The Third Song of the Songstress
The Toppling of the Chairman of the Board

By Avon and Somerset Police – Original publication: Avon and Somerset Police websiteImmediate source: avonandsomerset.police.uk, Fair use, https://en.wikipedia.org/w/index.php?curid=64348624
The songstress yawns, her lips forming a sleepy smile,
feeling much fresher today. The chancellor comatose
beside her, his body shuddering dubiously
with each troubled breath. She ne’ertheless wishes
him well, not in his vile project, but in life,
recalling the diazepam-fuelled dream she had
the night before.
*
“The cobbled footwear of the chairman clatters across
the sturdy quayside stones; a single silver buckle
adorns each shoe. His cane taps at his merchandise
approvingly and points admiringly at tall sails
ready to journey abroad. The Indies beckon
with their sugar, spices, and snuff. Tea is all the rage.

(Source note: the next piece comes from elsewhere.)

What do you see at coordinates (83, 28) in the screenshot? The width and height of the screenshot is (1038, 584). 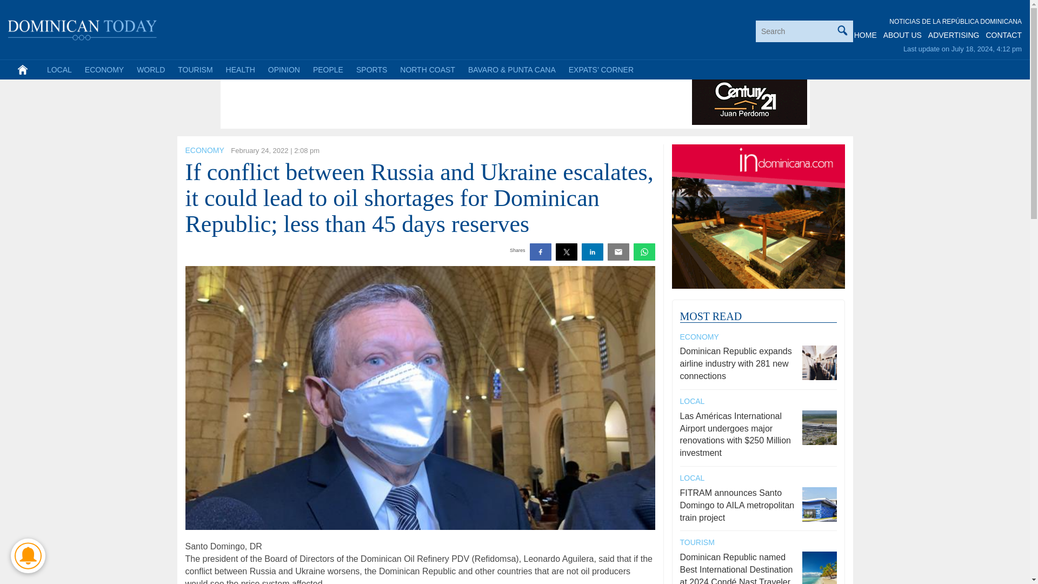 I see `Dominican Today News - Santo Domingo and Dominican Republic` at bounding box center [83, 28].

The chairman is the center of a little global
village, lord of this country manor writ large
in blood and gold and blessed in the Palladian
style by his almighty Lord. The Hierarchy
from uncreated God through Angels, Governments,
and Squires down to the unwashed plebs and beasts and worse
is sure as granite rock, safe as a stable precious
metal currency amidst a paper market storm,
stern as a patriarch’s staff against the bodies
of his cowering servants and sons. Corseted daughters
good only for dancing and marriages, dowries
and duets on the piano forte, their fineries
afforded by the labor whipped from the backs
of slaves. Daddy is a philanthropist…”
The songstress
pauses in reminiscence a while remembering
her own father, the tatters of Ancient Kakania,
the fading graces of its Empire still littering
her parental home. Perhaps in yesteryear their paths
had crossed, her mum and dad, the jolly chairman and
the chancellor’s avuncular ancestors,
together in a flashing waltz of swords, they’d heard
the pop and swish of corks exploding and champagne
gushing out and sipped from sleek slipper-shaped glasses,
lapped at alike by hypocrite infidel with decadent
western tastes, swanning around the courts of Europe
kissing ladies’ gloved hands. A culture as stagnant
and decayed as dry wild flowers propped in a miry
pool of brownish green liquid in a vase, for whose
grim decoration the little drummers flocked to serve
in war. Back in the age of innocence before
Wagner and Freud, before movies and rock ‘n’ roll
filled up the dance halls with their chicks and yobs. The car
that Eddie drove into the ditch and wrecked en route
to Chippenham. The parties, drugs, policemen and members
of the tabloid press trashing young lives. The ashtrays
for the fag-end youth of plutocrats and landed
heirs of fortunes gathered long forgotten years ago.
*
“They toss a noose over the Chairman’s iron neck
and drag him down. His steely body first totters
like a toddler or a geriatric trying
to walk without a Zimmer frame; then collapses
into a mess of broken metal on the ground,
one leg snapping clean off, scooting away across
the cobblestones. The chairman’s brittle dismembered body
is then drawn by the cheering crowd on ropes
and dunked with curiously unceremonious ceremony
into the waters of the dock that wait to reclaim their son.”
*
The Chancellor lets out a sudden gruff grunt in sleep,
as if annoyed by some unwelcome interruption of his repose.
A punctured vein provides the brief bliss of relief and he falls back
into the calming arms of nothingness from whence his ever-living
soul once issued forth at the beginning of all time.